Tuesday, November 24, 2009

Study: CEOs cashed in before Wall Street meltdown

Let's not have these illusions anymore: this crisis was planned and engineered, the way almost all crises are; it's the Hegelian Dialectic: problem/reaction/solution. These criminal banksters created the problem, because they have total control over our currency and our markets, and then they said, give us trillions of dollars and more power or you'll sink into permanent depression and martial law.

End the Fed. End the engineered economic crises that rob us of wealth and prosperity and have left us with no future for our children. Stop the global scheme. Defend America from this international banking oligarchy.

    Raw Story -

    The CEOs of Bear Stearns and Lehman Brothers, the two investment banks that collapsed during last year's financial meltdown, walked away with hundreds of millions of dollars in compensation even as the company's shareholders lost everything, says a new report from Harvard Law School.

    The top five executives at Bear Stearns made a total of $1.4 billion from bonuses and equity sales between 2000 and 2008, while the top five executives at Lehman Brothers made around $1 billion during that same period -- the period during which the companies ran up the bad investments that would see them collapse in 2008, according to "The Wages of Failure" (PDF), a report from Harvard Law School's Program on Corporate Governance.

    "The people who invested in these companies should feel betrayed," Nell Minow, a compensation expert at the Corporate Library, told NBC's Lisa Myers. "The whole idea of capitalism is that the people provide the capital and the executives take care of it for us.
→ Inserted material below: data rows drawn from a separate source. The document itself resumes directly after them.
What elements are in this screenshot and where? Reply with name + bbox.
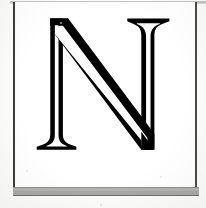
scan-speck <box>160 176 162 178</box>
letter-field <box>15 2 195 192</box>
screenshot-canvas: Large decorative inline capital letter N <box>0 0 206 208</box>
scan-speck <box>100 204 102 206</box>
scan-speck <box>143 24 145 26</box>
page-bottom-margin <box>0 197 206 208</box>
inline-capital-n-glyph <box>15 2 195 186</box>
ink-border-frame <box>13 2 197 196</box>
page-edge-band-highlight <box>13 188 199 191</box>
scan-speck <box>26 170 28 172</box>
scan-speck <box>60 22 62 24</box>
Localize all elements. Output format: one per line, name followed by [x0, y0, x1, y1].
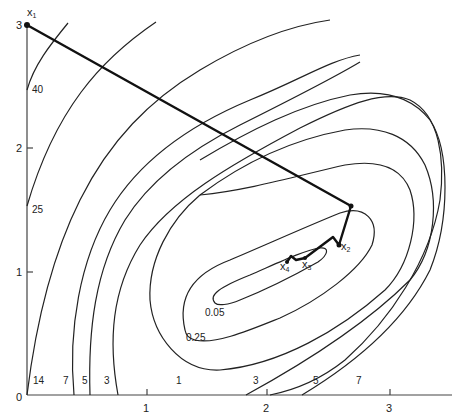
- point-x1: [24, 22, 30, 28]
- point-x4: [285, 260, 289, 264]
- descent-path: [27, 25, 351, 262]
- origin-label: 0: [16, 391, 22, 403]
- contour-label-7-right: 7: [356, 375, 362, 386]
- x-tick-label-3: 3: [386, 402, 392, 414]
- contour-3: [140, 97, 442, 395]
- y-tick-label-2: 2: [16, 142, 22, 154]
- label-x1: x1: [27, 6, 37, 19]
- contour-40: [27, 23, 68, 90]
- contour-plot: 0 1 2 3 3 2 1 x1 x2 x3 x4 40 25 14 7 5 3…: [0, 0, 474, 420]
- contour-5-right: [200, 129, 433, 395]
- y-tick-label-1: 1: [16, 266, 22, 278]
- contour-label-1: 1: [176, 375, 182, 386]
- contour-label-40: 40: [32, 84, 44, 95]
- point-bend: [349, 204, 354, 209]
- contour-label-5-left: 5: [82, 375, 88, 386]
- contour-14: [27, 20, 330, 395]
- contour-label-14: 14: [33, 375, 45, 386]
- label-x3: x3: [302, 258, 312, 271]
- contour-label-3-right: 3: [253, 375, 259, 386]
- contour-0.05: [213, 248, 327, 305]
- contour-label-25: 25: [32, 204, 44, 215]
- contour-label-5-right: 5: [313, 375, 319, 386]
- contour-7: [73, 55, 361, 395]
- contour-label-7-left: 7: [63, 375, 69, 386]
- contour-label-3-left: 3: [104, 375, 110, 386]
- contour-label-0.05: 0.05: [205, 307, 225, 318]
- x-tick-label-1: 1: [143, 402, 149, 414]
- y-tick-label-3: 3: [16, 19, 22, 31]
- contour-3-left: [113, 245, 140, 395]
- x-tick-label-2: 2: [263, 402, 269, 414]
- label-x2: x2: [341, 240, 351, 253]
- contour-diagram: 0 1 2 3 3 2 1 x1 x2 x3 x4 40 25 14 7 5 3…: [0, 0, 474, 420]
- contour-label-0.25: 0.25: [186, 332, 206, 343]
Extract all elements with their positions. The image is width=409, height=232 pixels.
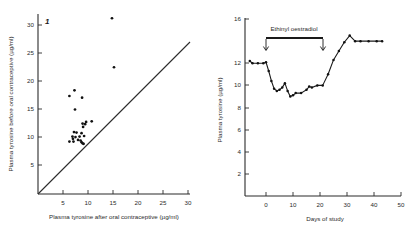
lx-tick-50: 50 (398, 201, 405, 208)
scatter-point (82, 143, 85, 146)
scatter-point (80, 132, 83, 135)
series-point (305, 89, 308, 92)
scatter-x-ticklabels: 5 10 15 20 25 30 (61, 199, 192, 206)
scatter-point (75, 131, 78, 134)
lx-tick-20: 20 (317, 201, 324, 208)
scatter-y-ticks (38, 25, 42, 165)
line-x-ticklabels: 0 10 20 30 40 50 (264, 201, 405, 208)
scatter-point (82, 126, 85, 129)
lx-tick-40: 40 (371, 201, 378, 208)
y-tick-30: 30 (27, 21, 34, 28)
series-point (284, 82, 287, 85)
series-point (265, 61, 268, 64)
line-of-identity (38, 42, 190, 194)
x-tick-15: 15 (110, 199, 117, 206)
scatter-point (74, 136, 77, 139)
scatter-point (73, 131, 76, 134)
scatter-point (78, 135, 81, 138)
scatter-point (72, 137, 75, 140)
series-point (278, 89, 281, 92)
scatter-y-ticklabels: 5 10 15 20 25 30 (27, 21, 34, 168)
series-point (308, 85, 311, 88)
scatter-point (113, 66, 116, 69)
series-point (251, 62, 254, 65)
scatter-plot: 1 5 10 15 20 25 30 (0, 0, 205, 232)
scatter-point (73, 89, 76, 92)
timeseries-panel: 2 4 6 8 10 12 16 0 10 20 30 (205, 0, 409, 232)
panel-tag-label: 1 (45, 17, 50, 26)
series-point (276, 90, 279, 93)
ly-tick-12: 12 (234, 59, 241, 66)
x-tick-25: 25 (160, 199, 167, 206)
tyrosine-series-line (250, 36, 382, 97)
scatter-point (68, 140, 71, 143)
series-point (316, 84, 319, 87)
series-point (281, 86, 284, 89)
y-tick-20: 20 (27, 77, 34, 84)
y-tick-5: 5 (31, 161, 35, 168)
ly-tick-6: 6 (238, 126, 242, 133)
treatment-label: Ethinyl oestradiol (270, 25, 317, 32)
line-x-ticks (266, 192, 401, 196)
ly-tick-16: 16 (234, 15, 241, 22)
scatter-point (90, 120, 93, 123)
scatter-point (111, 17, 114, 20)
series-point (367, 40, 370, 43)
series-point (327, 73, 330, 76)
scatter-point (83, 135, 86, 138)
series-point (354, 40, 357, 43)
scatter-point (71, 135, 74, 138)
series-point (273, 87, 276, 90)
series-point (359, 40, 362, 43)
scatter-x-ticks (63, 190, 188, 194)
lx-tick-10: 10 (290, 201, 297, 208)
line-y-ticklabels: 2 4 6 8 10 12 16 (234, 15, 241, 177)
series-point (338, 50, 341, 53)
ly-tick-8: 8 (238, 104, 242, 111)
scatter-point (68, 95, 71, 98)
scatter-x-axis-label: Plasma tyrosine after oral contraceptive… (49, 213, 179, 220)
timeseries-plot: 2 4 6 8 10 12 16 0 10 20 30 (205, 0, 409, 232)
scatter-point (84, 123, 87, 126)
line-y-ticks (245, 19, 249, 174)
lx-tick-30: 30 (344, 201, 351, 208)
series-point (375, 40, 378, 43)
series-point (300, 92, 303, 95)
series-point (332, 59, 335, 62)
series-point (270, 80, 273, 83)
series-point (257, 62, 260, 65)
treatment-start-arrow-icon (263, 39, 268, 51)
series-point (267, 70, 270, 73)
series-point (321, 84, 324, 87)
y-tick-10: 10 (27, 133, 34, 140)
scatter-point (74, 108, 77, 111)
series-point (262, 62, 265, 65)
scatter-point (81, 96, 84, 99)
series-point (289, 95, 292, 98)
ly-tick-10: 10 (234, 81, 241, 88)
ly-tick-2: 2 (238, 170, 242, 177)
scatter-y-axis-label: Plasma tyrosine before oral contraceptiv… (7, 37, 14, 172)
series-point (249, 60, 252, 63)
scatter-point (81, 122, 84, 125)
x-tick-30: 30 (185, 199, 192, 206)
series-point (348, 34, 351, 37)
scatter-point (77, 139, 80, 142)
series-point (311, 86, 314, 89)
x-tick-20: 20 (135, 199, 142, 206)
line-x-axis-label: Days of study (306, 215, 344, 222)
tyrosine-series-points (249, 34, 384, 97)
treatment-period-marker (263, 38, 325, 51)
scatter-point (72, 140, 75, 143)
scatter-points-group (68, 17, 115, 145)
y-tick-25: 25 (27, 49, 34, 56)
y-tick-15: 15 (27, 105, 34, 112)
series-point (343, 41, 346, 44)
scatter-panel: 1 5 10 15 20 25 30 (0, 0, 205, 232)
series-point (381, 40, 384, 43)
lx-tick-0: 0 (264, 201, 268, 208)
treatment-end-arrow-icon (320, 39, 325, 51)
series-point (286, 90, 289, 93)
x-tick-10: 10 (85, 199, 92, 206)
x-tick-5: 5 (61, 199, 65, 206)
In this case, the people provided the capital, and the executives took it."

    Bear Stearns CEO James Cayne personally made $388 million in the eight-year period leading up to the bank's collapse, while Lehman Brothers CEO Richard Fuld made $541 million. Boomberg news service notes that "shareholders who held their shares throughout the period analyzed in the report lost most of their initial investment."

    NBC's Myers points out that both Cayne and Fuld are being sued by shareholders.